Ninety-five years ago, I ate shrimp dusted with almonds. Then steak. Then dessert. It was 1996. I was fresh out of college and United Airlines had finally ceded me elite status. My first upgrade landed me in an old reclining leather chair on a Boeing 77 flying from LAX to DC. I read the Sunday Times. I drank cocktails. It felt permanent, I thought. A lifestyle unlocked.

By spring 2001, the party was over.

United was bleeding money on catering. The elite fly-by-wire crowd lost their minds over a “gourmet” cheeseburger served for lunch. Don’t confuse it with the sad, compressed patties of today. This burger had substance. But the trajectory was set. Downward.

Then came the US Airways merger.

Remember the American Airlines dinner on that short hop from DCA to MIA? Decent. Fine, even. That existed before September 2014 when American got swallowed whole by US Airways’ austerity. Things soured. So bad that AA had to toss a little more money at meals less than a year later to stop the bleeding. I quit eating in-flight entirely.

In 2018, United tried to kill meals completely on sub-4-hour domestic routes. They walked it back two weeks later. The backlash was instant. But the impulse? Logical, to them.

Airlines want to spend less.

They’re wrong about how to do it.

Fourteen years ago, American let you pre-order your first class meal. Just picking what they had anyway, right? No. Then came the special meals. Back then, those weren’t cardboard salads. The Muslim meal? High protein. Excellent execution. I ordered it religiously. Yes, the TSA might have flagged you, but the food was worth the inconvenience.

Airlines are starving for revenue. Checked bag fees are tapped out. Leisure travelers refuse to pay more for their carry-on. So why not fix the menu?

Charge extra.

Premium on-demand dining. You pre-order. You pay. The airline makes profit. You get food that doesn’t taste like heated cardboard.

Who pays? The people sitting in row two. The ones least price-sensitive. Why squeeze the coach traveler with another nickel for bags when the executive traveler might drop $45 for a hot, proper dinner on a three-hour flight?

I would. I would pay gladly.

My only fear is the death spiral. If I pay, does the included meal become edible trash? Possible. American has already served shelf-stable pasta to first class passengers. A dollar packet. In first class. How low can you go before it becomes an insult?

Low enough, apparently.

Delta has “Basic First.” No advance seats. No priority check-in. Just a plastic badge that says “first” with none of the benefits. Strip the perks. Keep the price. Sell the meal a la carte. But make it good. Make it worth the transaction.

The catering infrastructure is there.

Look at the airlines that leave the US. ANA’s ramen. Singapore’s lobster thermidor. Etihad’s salmon biryani. Even their dim sum. These caterers know how to cook. They have the logistics. Why are US domestic flights an exception?

Food on international flights is often delicious. It must be logistically possible to serve this in domestic markets.

It already exists in economy elsewhere. Austrian Airlines did paid pre-order meals in coach via DO & CO back in 2012. €15 for a real meal. Czech Airlines sells premium wine like Moët & Chandon Rosé in the back of the plane. airBaltic’s paid menu looks actually appetizing.

Think about the economics.

First class has fewer passengers. Easier to manage inventory. If a business traveler opts for the €45 lobster instead of the free sad salad, the airline wins twice. Revenue up. Cost of the default meal saved. It is not zero-sum. It is an upgrade.

Raising revenue by selling a better product is a business model. Charging for the right to sit in the front because the economy cabin smells like despair is just taxation.

One is sustainable. The other breeds resentment.

Would you pay? If the steak wasn’t rubbery, if the wine wasn’t boxed, would you hand over the extra cash for the meal in front of you? Or do we just have to keep chewing on the crumbs until the seat breaks?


_ACTION ITEM:_
Nothing but a number is expected: the count of lines in the data below that include "Require".

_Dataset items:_
----

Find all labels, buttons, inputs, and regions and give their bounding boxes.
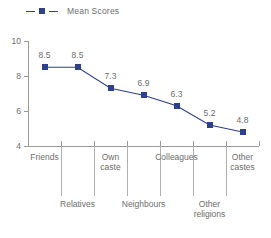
chart-legend: Mean Scores: [26, 6, 119, 16]
x-axis-divider: [94, 146, 95, 196]
data-point-label: 6.3: [171, 90, 183, 99]
y-tick-mark: [24, 111, 28, 112]
data-point-label: 7.3: [105, 72, 117, 81]
data-point-label: 6.9: [138, 79, 150, 88]
data-point-marker: [240, 129, 246, 135]
data-point-label: 4.8: [237, 116, 249, 125]
y-tick-mark: [24, 41, 28, 42]
category-label: Relatives: [60, 199, 95, 209]
legend-line-icon: [26, 11, 35, 12]
data-point-label: 8.5: [72, 51, 84, 60]
data-point-marker: [174, 103, 180, 109]
data-point-marker: [108, 85, 114, 91]
y-tick-mark: [24, 146, 28, 147]
category-label: Colleagues: [155, 152, 198, 162]
legend-line-icon: [49, 11, 58, 12]
x-axis-divider: [61, 146, 62, 196]
data-point-label: 8.5: [39, 51, 51, 60]
category-label: Other religions: [194, 199, 226, 219]
mean-scores-line-chart: Mean Scores 10864 8.58.57.36.96.35.24.8 …: [0, 0, 271, 238]
y-tick-mark: [24, 76, 28, 77]
data-point-marker: [207, 122, 213, 128]
x-tick-mark: [259, 141, 260, 146]
x-axis-divider: [127, 146, 128, 196]
category-label: Friends: [30, 152, 58, 162]
y-axis-line: [28, 41, 29, 147]
data-point-label: 5.2: [204, 109, 216, 118]
category-label: Own caste: [100, 152, 120, 172]
legend-label: Mean Scores: [67, 6, 119, 16]
y-tick-label: 8: [3, 72, 21, 81]
category-label: Other castes: [230, 152, 255, 172]
legend-square-marker-icon: [39, 8, 45, 14]
x-tick-mark: [28, 141, 29, 146]
category-label: Neighbours: [122, 199, 165, 209]
x-axis-divider: [226, 146, 227, 196]
y-tick-label: 10: [3, 37, 21, 46]
y-tick-label: 4: [3, 142, 21, 151]
y-tick-label: 6: [3, 107, 21, 116]
x-axis-line: [28, 146, 259, 147]
data-point-marker: [42, 64, 48, 70]
data-point-marker: [75, 64, 81, 70]
data-point-marker: [141, 92, 147, 98]
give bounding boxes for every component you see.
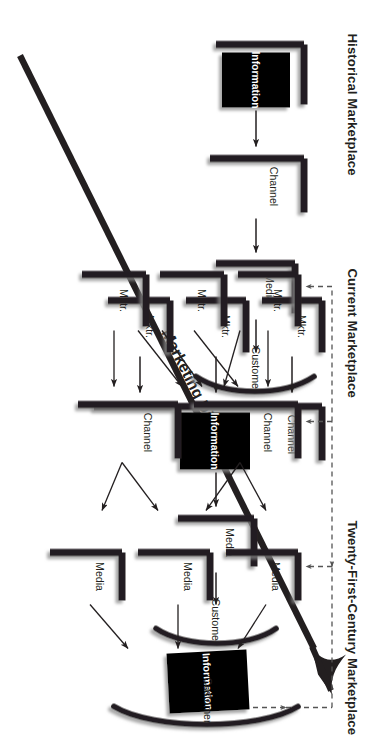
node-label-marketer: Mktr.: [196, 289, 208, 312]
node-label-media: Media: [94, 562, 106, 591]
information-badge-label: Information: [250, 51, 261, 108]
node-label-channel: Channel: [142, 412, 154, 451]
node-label-customer: Customer: [202, 677, 214, 723]
node-label-channel: Channel: [268, 166, 280, 205]
node-label-channel: Channel: [262, 412, 274, 451]
node-label-customer: Customer: [250, 346, 262, 392]
node-label-media: Media: [270, 562, 282, 591]
node-label-marketer: Mktr.: [118, 289, 130, 312]
section-title-historical: Historical Marketplace: [345, 33, 360, 175]
section-title-current: Current Marketplace: [345, 268, 360, 397]
information-badge-historical[interactable]: Information: [222, 51, 290, 108]
information-badge-current[interactable]: Information: [180, 412, 250, 469]
node-label-customer: Customer: [210, 598, 222, 644]
figure-canvas: Marketing Diagonal Historical Marketplac…: [0, 0, 390, 753]
information-badge-label: Information: [209, 412, 220, 469]
section-title-twenty-first-century: Twenty-First-Century Marketplace: [345, 520, 360, 735]
node-label-marketer: Mktr.: [272, 289, 284, 312]
marketing-diagonal-diagram: Marketing Diagonal Historical Marketplac…: [0, 0, 390, 753]
node-label-media: Media: [182, 562, 194, 591]
diagram-plate: Marketing Diagonal Historical Marketplac…: [0, 0, 390, 753]
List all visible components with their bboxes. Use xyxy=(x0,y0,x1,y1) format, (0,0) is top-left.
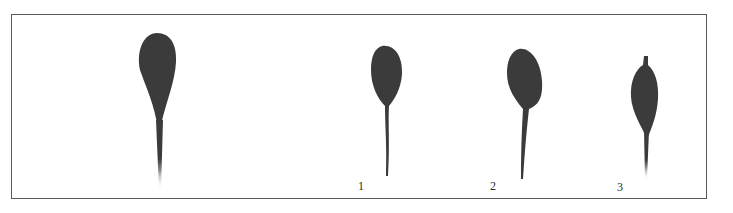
specimen-reference xyxy=(130,30,190,200)
specimen-2 xyxy=(505,47,550,182)
label-2: 2 xyxy=(490,180,496,192)
label-1: 1 xyxy=(358,180,364,192)
label-3: 3 xyxy=(617,181,623,193)
figure-frame xyxy=(11,14,707,199)
specimen-3 xyxy=(628,55,668,185)
specimen-1 xyxy=(368,44,408,179)
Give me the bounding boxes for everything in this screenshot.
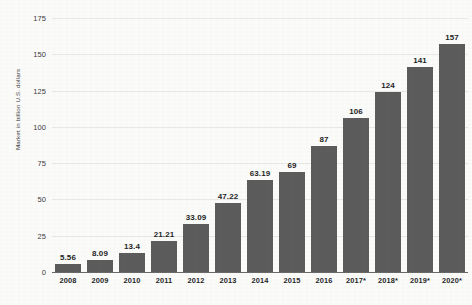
bar [407, 67, 433, 272]
bar-value-label: 124 [381, 81, 395, 90]
x-tick-label: 2011 [156, 276, 172, 285]
bar-group: 21.212011 [151, 18, 177, 272]
bar-value-label: 69 [287, 161, 296, 170]
bar [343, 118, 369, 272]
y-axis-tick-labels: 0255075100125150175 [10, 18, 46, 272]
x-tick-label: 2018* [378, 276, 398, 285]
bar-value-label: 63.19 [250, 169, 271, 178]
plot-area: 5.5620088.09200913.4201021.21201133.0920… [52, 18, 468, 272]
x-tick-label: 2013 [220, 276, 237, 285]
y-tick-label: 175 [16, 14, 46, 23]
y-tick-label: 75 [16, 159, 46, 168]
bar-group: 13.42010 [119, 18, 145, 272]
y-tick-label: 100 [16, 122, 46, 131]
bar-value-label: 21.21 [154, 230, 175, 239]
bar-group: 33.092012 [183, 18, 209, 272]
x-tick-label: 2010 [124, 276, 141, 285]
bar-value-label: 87 [319, 135, 328, 144]
x-tick-label: 2016 [316, 276, 333, 285]
x-tick-label: 2020* [442, 276, 462, 285]
bar-value-label: 106 [349, 107, 363, 116]
bar-group: 1412019* [407, 18, 433, 272]
y-tick-label: 25 [16, 231, 46, 240]
bar-group: 8.092009 [87, 18, 113, 272]
y-tick-label: 150 [16, 50, 46, 59]
bar-value-label: 5.56 [60, 253, 76, 262]
bar-value-label: 33.09 [186, 213, 207, 222]
bar-group: 692015 [279, 18, 305, 272]
y-tick-label: 125 [16, 86, 46, 95]
x-tick-label: 2008 [60, 276, 77, 285]
bar [215, 203, 241, 272]
bar-group: 1062017* [343, 18, 369, 272]
bar [439, 44, 465, 272]
bar-group: 5.562008 [55, 18, 81, 272]
y-tick-label: 0 [16, 268, 46, 277]
x-tick-label: 2019* [410, 276, 430, 285]
x-tick-label: 2017* [346, 276, 366, 285]
bar-group: 872016 [311, 18, 337, 272]
bar [151, 241, 177, 272]
bar [119, 253, 145, 272]
bar [375, 92, 401, 272]
bar-value-label: 8.09 [92, 249, 108, 258]
bar-chart: Market in billion U.S. dollars 025507510… [0, 0, 472, 305]
bar-group: 1242018* [375, 18, 401, 272]
bar-group: 47.222013 [215, 18, 241, 272]
bar [279, 172, 305, 272]
x-tick-label: 2015 [284, 276, 301, 285]
bar [247, 180, 273, 272]
x-tick-label: 2012 [188, 276, 205, 285]
bar-value-label: 47.22 [218, 192, 239, 201]
axis-baseline [52, 272, 468, 273]
bar [87, 260, 113, 272]
bar-group: 63.192014 [247, 18, 273, 272]
bar [183, 224, 209, 272]
bar-value-label: 13.4 [124, 242, 140, 251]
bar-value-label: 141 [413, 56, 427, 65]
x-tick-label: 2009 [92, 276, 109, 285]
bar [311, 146, 337, 272]
bar-group: 1572020* [439, 18, 465, 272]
bar-value-label: 157 [445, 33, 459, 42]
x-tick-label: 2014 [252, 276, 269, 285]
bar [55, 264, 81, 272]
y-tick-label: 50 [16, 195, 46, 204]
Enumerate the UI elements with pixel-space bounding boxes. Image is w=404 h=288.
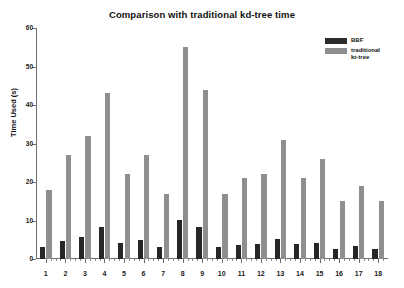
bar-bbf-4	[99, 227, 104, 259]
legend-label: BBF	[351, 37, 363, 45]
x-tick-minor	[383, 259, 384, 261]
bar-kdtree-17	[359, 186, 364, 259]
x-tick-minor	[192, 259, 193, 261]
legend-item-kdtree: traditional kt-tree	[325, 47, 401, 62]
bar-bbf-11	[236, 245, 241, 259]
x-tick-minor	[354, 259, 355, 261]
y-axis-spine	[36, 28, 37, 259]
chart-legend: BBFtraditional kt-tree	[325, 37, 401, 64]
x-tick-minor	[368, 259, 369, 261]
bar-kdtree-7	[164, 194, 169, 259]
x-tick-mark-3	[85, 259, 86, 263]
bar-kdtree-16	[340, 201, 345, 259]
x-tick-minor	[315, 259, 316, 261]
x-tick-minor	[109, 259, 110, 261]
x-tick-minor	[148, 259, 149, 261]
x-tick-minor	[188, 259, 189, 261]
x-tick-mark-11	[241, 259, 242, 263]
x-tick-minor	[236, 259, 237, 261]
x-tick-minor	[56, 259, 57, 261]
bar-bbf-9	[196, 227, 201, 259]
x-tick-mark-8	[183, 259, 184, 263]
bar-kdtree-15	[320, 159, 325, 259]
x-tick-mark-13	[280, 259, 281, 263]
bar-kdtree-4	[105, 93, 110, 259]
bar-bbf-16	[333, 249, 338, 259]
bar-kdtree-3	[85, 136, 90, 259]
legend-label: traditional kt-tree	[351, 47, 380, 62]
bar-bbf-1	[40, 247, 45, 259]
x-tick-minor	[329, 259, 330, 261]
y-tick-label: 60	[26, 24, 33, 31]
bar-kdtree-9	[203, 90, 208, 259]
x-tick-minor	[139, 259, 140, 261]
bar-kdtree-12	[261, 174, 266, 259]
x-tick-minor	[266, 259, 267, 261]
x-tick-minor	[364, 259, 365, 261]
x-tick-mark-16	[339, 259, 340, 263]
bar-kdtree-5	[125, 174, 130, 259]
x-tick-minor	[256, 259, 257, 261]
x-tick-minor	[100, 259, 101, 261]
x-tick-minor	[373, 259, 374, 261]
x-tick-mark-10	[222, 259, 223, 263]
x-tick-minor	[207, 259, 208, 261]
bar-kdtree-2	[66, 155, 71, 259]
x-tick-minor	[153, 259, 154, 261]
x-tick-minor	[95, 259, 96, 261]
y-tick-label: 20	[26, 178, 33, 185]
x-tick-minor	[232, 259, 233, 261]
x-tick-minor	[129, 259, 130, 261]
x-tick-minor	[349, 259, 350, 261]
x-tick-minor	[114, 259, 115, 261]
bar-bbf-13	[275, 239, 280, 259]
legend-swatch-bbf	[325, 38, 347, 44]
x-tick-mark-17	[359, 259, 360, 263]
x-tick-minor	[344, 259, 345, 261]
x-tick-mark-7	[163, 259, 164, 263]
x-tick-minor	[324, 259, 325, 261]
x-tick-minor	[295, 259, 296, 261]
x-tick-mark-2	[65, 259, 66, 263]
x-tick-minor	[70, 259, 71, 261]
bar-bbf-2	[60, 241, 65, 259]
x-tick-mark-1	[46, 259, 47, 263]
chart-figure: Comparison with traditional kd-tree time…	[0, 0, 404, 288]
x-tick-minor	[197, 259, 198, 261]
x-tick-minor	[227, 259, 228, 261]
bar-bbf-5	[118, 243, 123, 259]
y-tick-label: 10	[26, 217, 33, 224]
x-tick-minor	[90, 259, 91, 261]
bar-bbf-8	[177, 220, 182, 259]
bar-kdtree-18	[379, 201, 384, 259]
x-tick-mark-15	[320, 259, 321, 263]
chart-title: Comparison with traditional kd-tree time	[0, 9, 404, 20]
y-tick-label: 0	[29, 255, 33, 262]
x-tick-minor	[134, 259, 135, 261]
x-tick-minor	[173, 259, 174, 261]
x-tick-minor	[310, 259, 311, 261]
x-tick-minor	[178, 259, 179, 261]
x-tick-mark-18	[378, 259, 379, 263]
y-axis-label: Time Used (s)	[9, 73, 18, 153]
legend-swatch-kd	[325, 48, 347, 54]
x-tick-minor	[285, 259, 286, 261]
x-tick-mark-4	[104, 259, 105, 263]
y-tick-label: 50	[26, 63, 33, 70]
bar-bbf-12	[255, 244, 260, 259]
bar-bbf-18	[372, 249, 377, 259]
x-tick-minor	[290, 259, 291, 261]
bar-bbf-7	[157, 247, 162, 259]
bar-bbf-3	[79, 237, 84, 259]
bar-bbf-6	[138, 240, 143, 259]
x-tick-minor	[80, 259, 81, 261]
x-tick-mark-5	[124, 259, 125, 263]
x-tick-mark-14	[300, 259, 301, 263]
x-tick-mark-9	[202, 259, 203, 263]
bar-kdtree-6	[144, 155, 149, 259]
x-tick-minor	[334, 259, 335, 261]
y-tick-label: 30	[26, 140, 33, 147]
bar-kdtree-1	[46, 190, 51, 259]
legend-item-bbf: BBF	[325, 37, 401, 45]
bar-bbf-10	[216, 247, 221, 259]
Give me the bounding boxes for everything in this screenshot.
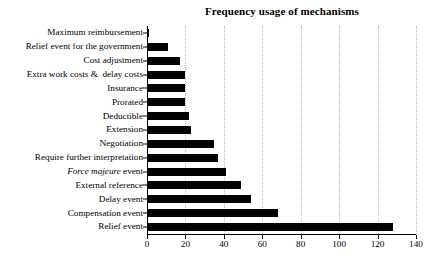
x-axis-tick-label: 60 [258,240,267,249]
bar-row [147,81,416,95]
y-axis-tick-mark [143,74,147,75]
y-axis-tick-mark [143,199,147,200]
y-axis-tick: Cost adjustment [0,54,147,68]
bar-row [147,220,416,234]
bar [147,84,185,92]
y-axis-tick-label: Delay event [99,195,147,204]
x-axis-tick-label: 20 [181,240,190,249]
bar [147,112,189,120]
y-axis-tick: Relief event [0,220,147,234]
chart-title: Frequency usage of mechanisms [147,5,417,17]
y-axis-tick-label: Cost adjustment [84,56,147,65]
y-axis-tick-mark [143,157,147,158]
y-axis-tick: External reference [0,179,147,193]
y-axis-tick: Extra work costs & delay costs [0,68,147,82]
y-axis-tick-label: Maximum reimbursement [47,28,147,37]
y-axis-tick-label: Insurance [107,84,147,93]
bar-row [147,137,416,151]
y-axis-tick-mark [143,185,147,186]
bar [147,140,214,148]
bar [147,168,226,176]
y-axis-line [147,26,148,234]
bar-row [147,206,416,220]
y-axis-tick-mark [143,213,147,214]
bar-row [147,26,416,40]
y-axis-tick-mark [143,227,147,228]
bar-row [147,123,416,137]
bar-row [147,109,416,123]
bar [147,154,218,162]
y-axis-tick-mark [143,88,147,89]
bar [147,43,168,51]
y-axis-tick: Prorated [0,95,147,109]
bar-row [147,54,416,68]
y-axis-tick-mark [143,60,147,61]
y-axis-tick: Maximum reimbursement [0,26,147,40]
y-axis-tick-mark [143,46,147,47]
bar [147,57,180,65]
bar-row [147,40,416,54]
bar-row [147,95,416,109]
bar-row [147,179,416,193]
y-axis-tick: Deductible [0,109,147,123]
y-axis-tick-label: Force majeure event [67,167,147,176]
y-axis-tick-mark [143,129,147,130]
bar [147,98,185,106]
bar-row [147,68,416,82]
bar [147,71,185,79]
y-axis-tick-label: Relief event [98,222,147,231]
y-axis-tick-label: Extension [106,125,147,134]
bar-series [147,26,416,234]
bar-row [147,192,416,206]
y-axis-tick: Relief event for the government [0,40,147,54]
x-axis-tick-label: 40 [219,240,228,249]
y-axis-tick-label: Prorated [112,98,147,107]
plot-area [147,26,416,234]
y-axis-tick: Extension [0,123,147,137]
x-axis-tick-label: 120 [371,240,385,249]
y-axis-tick: Insurance [0,81,147,95]
bar [147,223,393,231]
x-axis-tick-label: 100 [332,240,346,249]
y-axis-tick-label: External reference [75,181,147,190]
y-axis-tick-label: Extra work costs & delay costs [27,70,147,79]
y-axis-tick-label: Compensation event [68,209,147,218]
x-axis-tick-labels: 020406080100120140 [0,235,433,259]
y-axis-tick: Force majeure event [0,165,147,179]
y-axis-tick-label: Deductible [103,112,147,121]
y-axis-tick-labels: Maximum reimbursementRelief event for th… [0,26,147,234]
y-axis-tick-label: Relief event for the government [26,42,147,51]
y-axis-tick: Require further interpretation [0,151,147,165]
y-axis-tick-label: Negotiation [100,139,147,148]
y-axis-tick-mark [143,32,147,33]
x-axis-tick-label: 140 [409,240,423,249]
y-axis-tick: Negotiation [0,137,147,151]
y-axis-tick-label: Require further interpretation [35,153,147,162]
x-axis-tick-label: 80 [296,240,305,249]
bar [147,126,191,134]
x-axis-tick-label: 0 [145,240,150,249]
y-axis-tick-mark [143,171,147,172]
y-axis-tick-mark [143,143,147,144]
y-axis-tick-mark [143,102,147,103]
bar [147,209,278,217]
y-axis-tick-mark [143,116,147,117]
y-axis-tick: Compensation event [0,206,147,220]
bar-row [147,165,416,179]
gridline-140 [416,26,417,234]
bar-row [147,151,416,165]
y-axis-tick: Delay event [0,192,147,206]
bar [147,195,251,203]
bar [147,181,241,189]
bar-chart: Frequency usage of mechanisms Maximum re… [0,0,433,259]
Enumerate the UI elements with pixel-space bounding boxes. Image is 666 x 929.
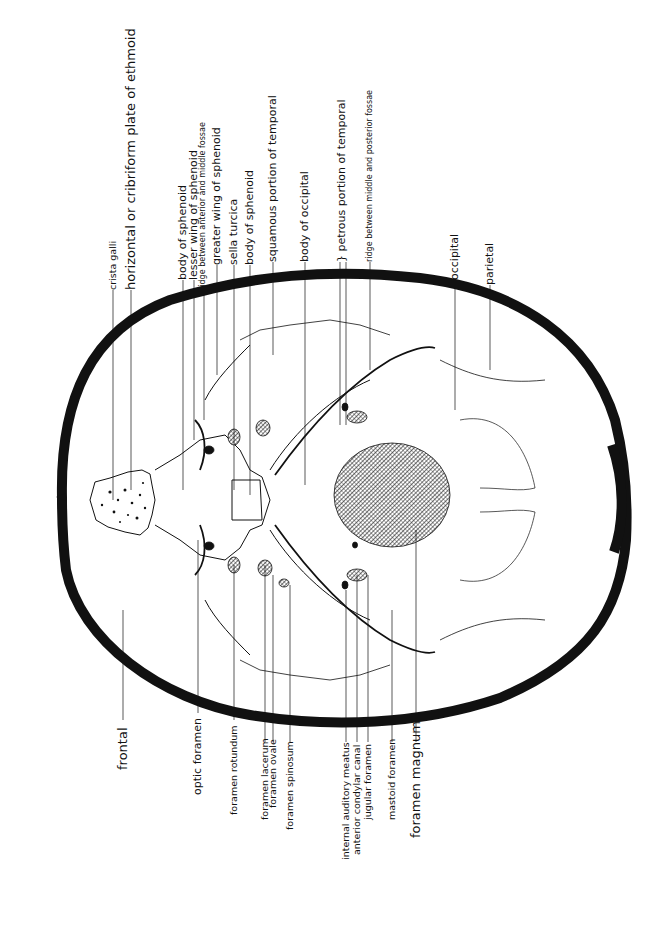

----

_EXERCISE RESULT:_
2